▶ **Activity**
Print the records below exactly, and do not carry over any picture.

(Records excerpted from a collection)

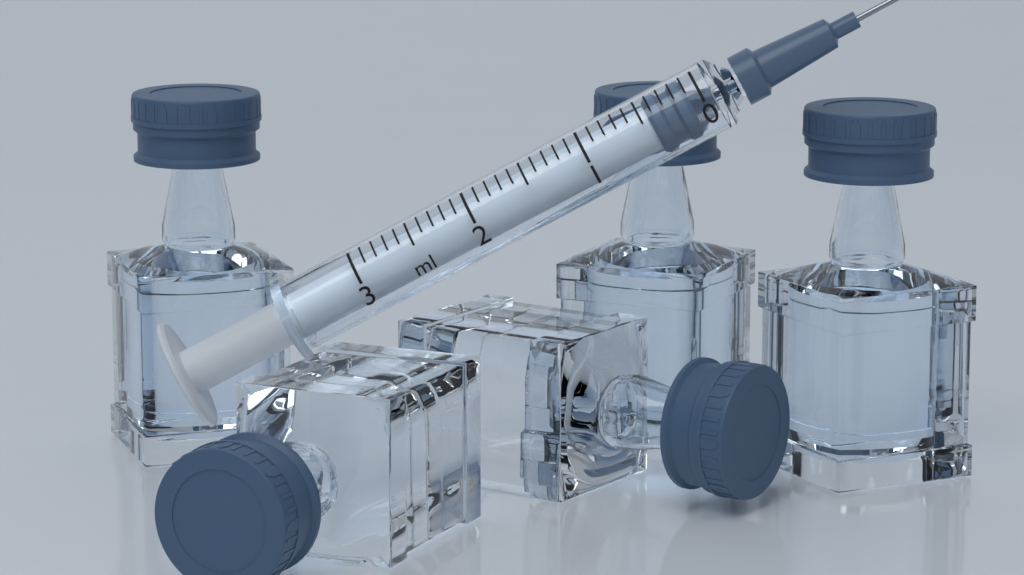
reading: 0.1 ml
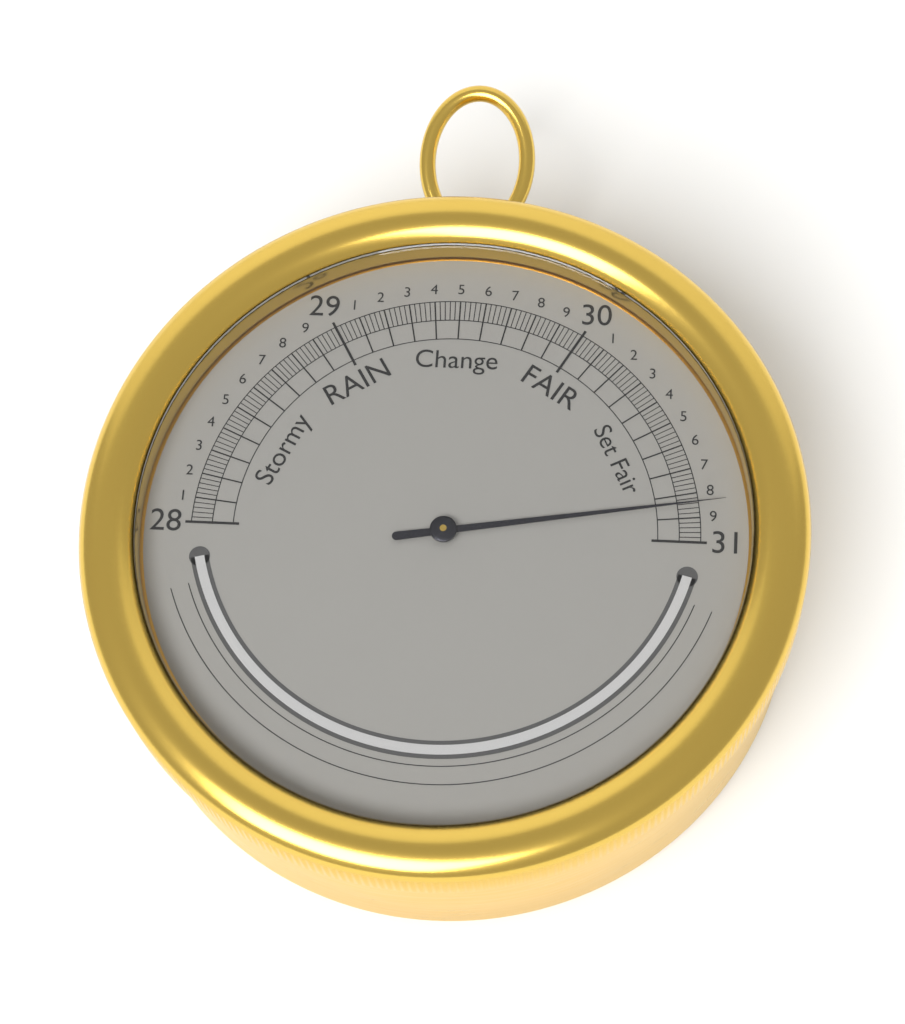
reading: 30.84 inHg
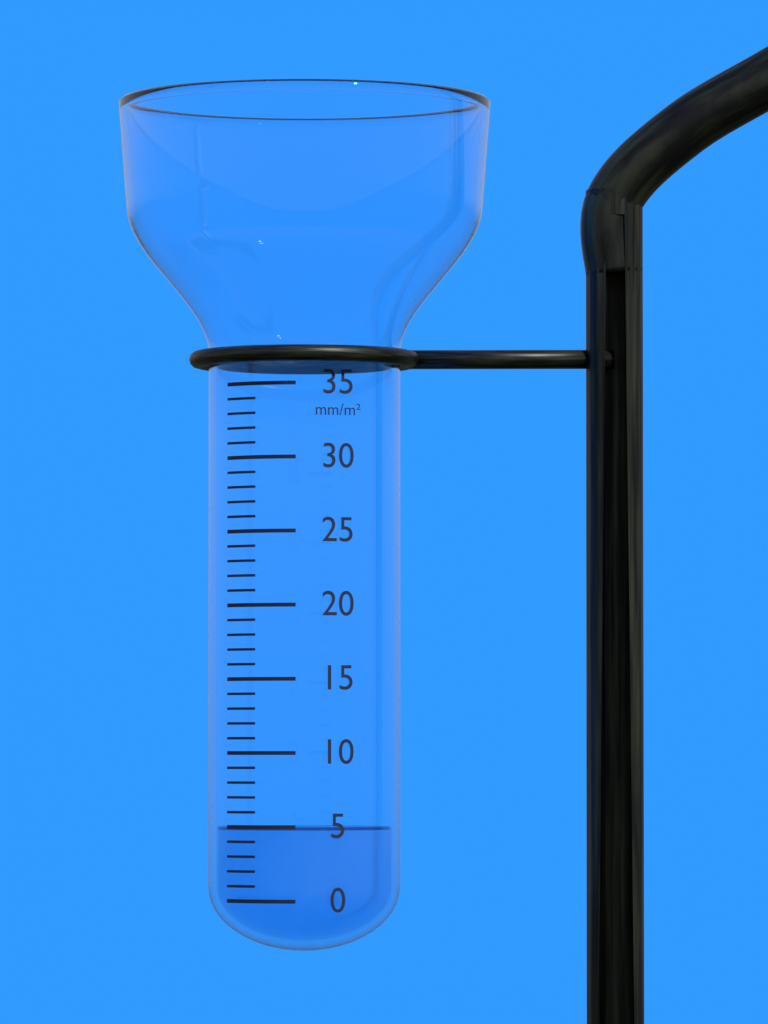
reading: 5 mm/m²
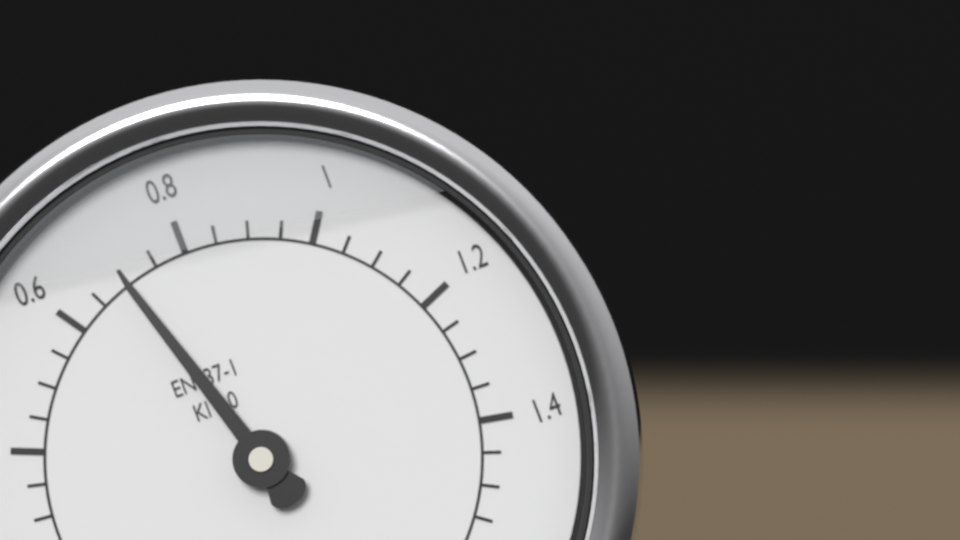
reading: 0.70 MPa
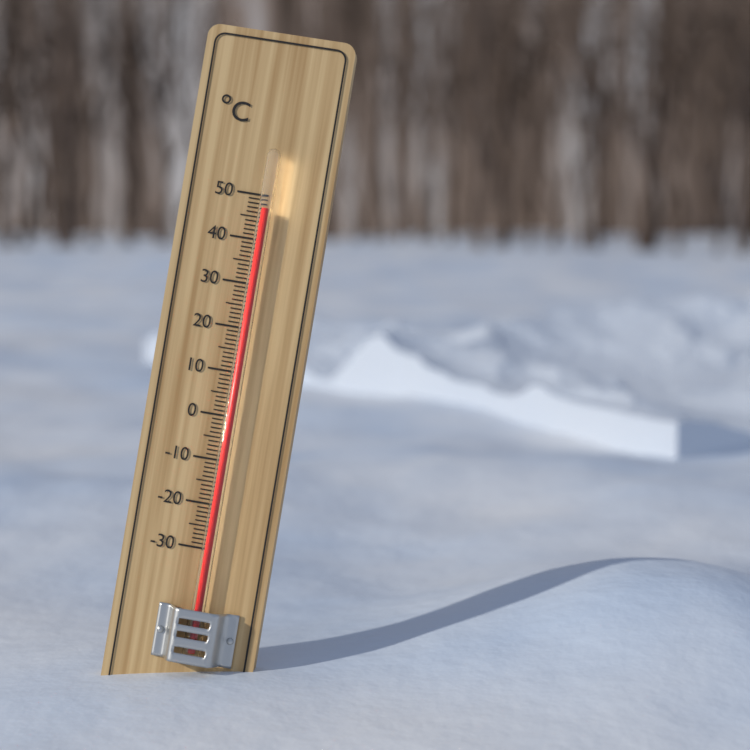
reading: 47 °C
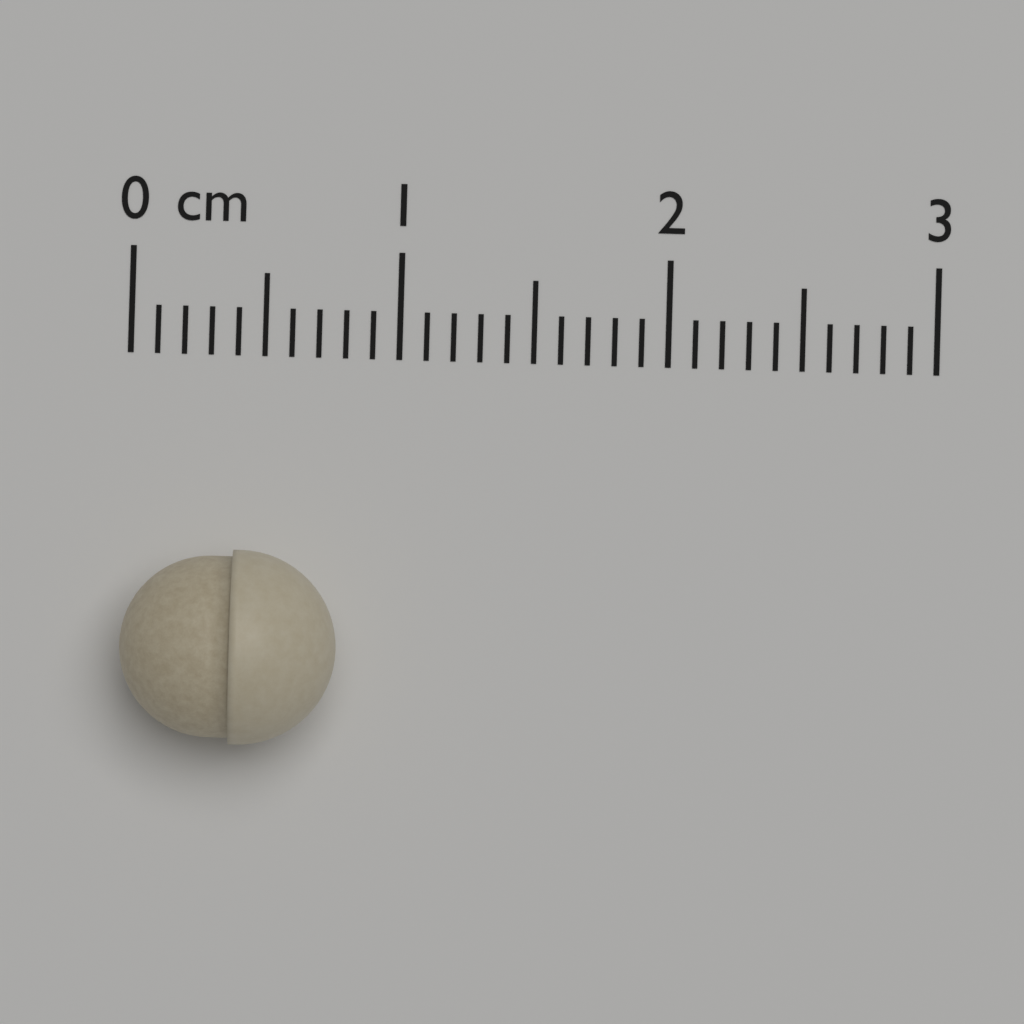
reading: 0.8 cm
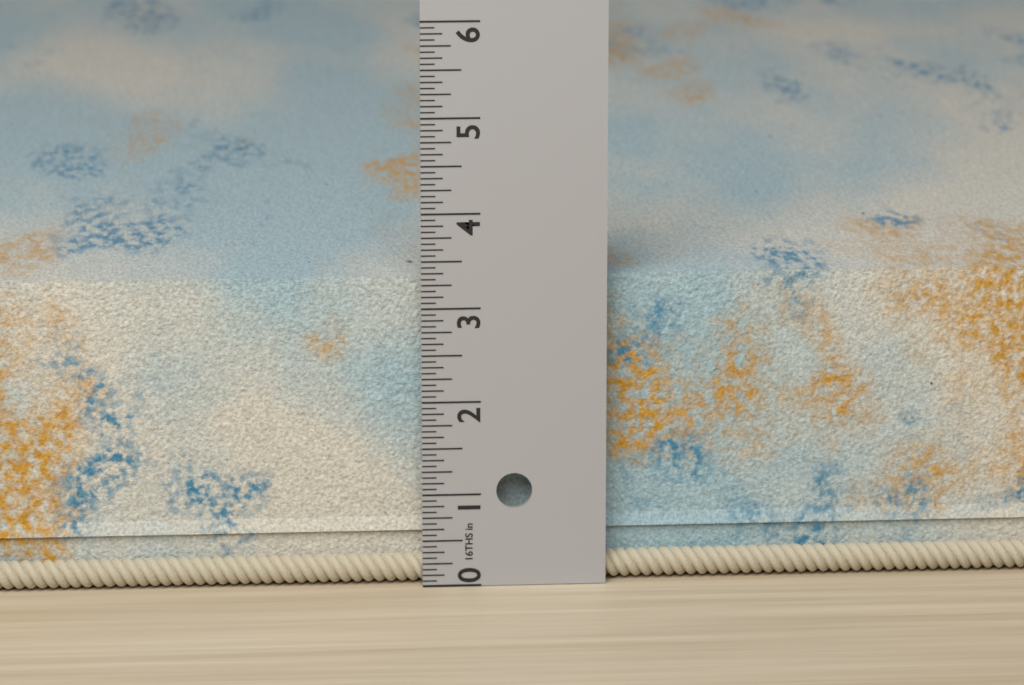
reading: 3.3750 in
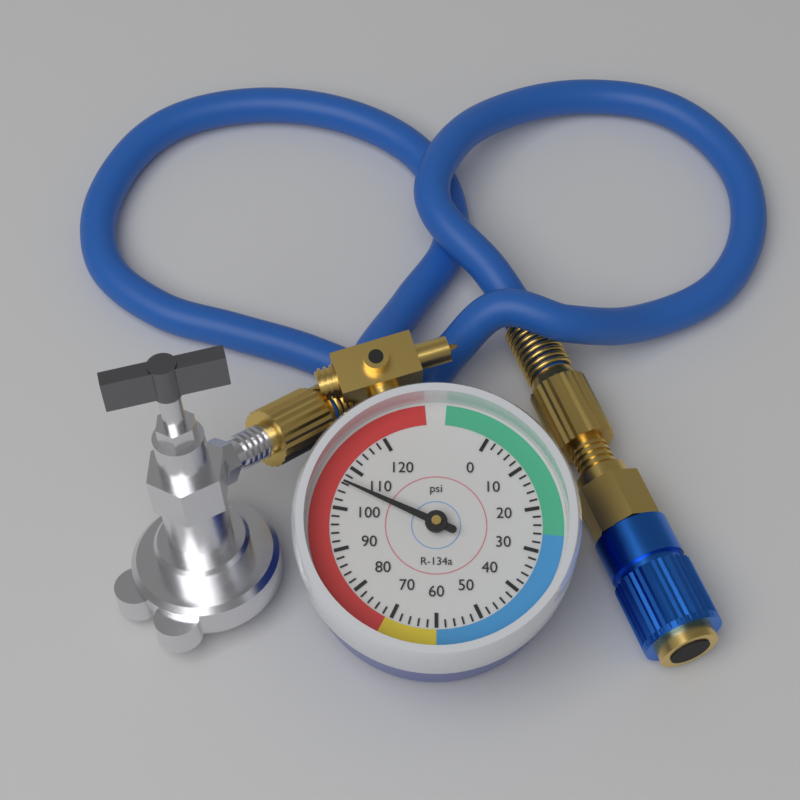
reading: 106 psi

▶ **Answer section**
reading: 0.1 ml
reading: 30.84 inHg
reading: 5 mm/m²
reading: 0.70 MPa
reading: 47 °C
reading: 0.8 cm
reading: 3.3750 in
reading: 106 psi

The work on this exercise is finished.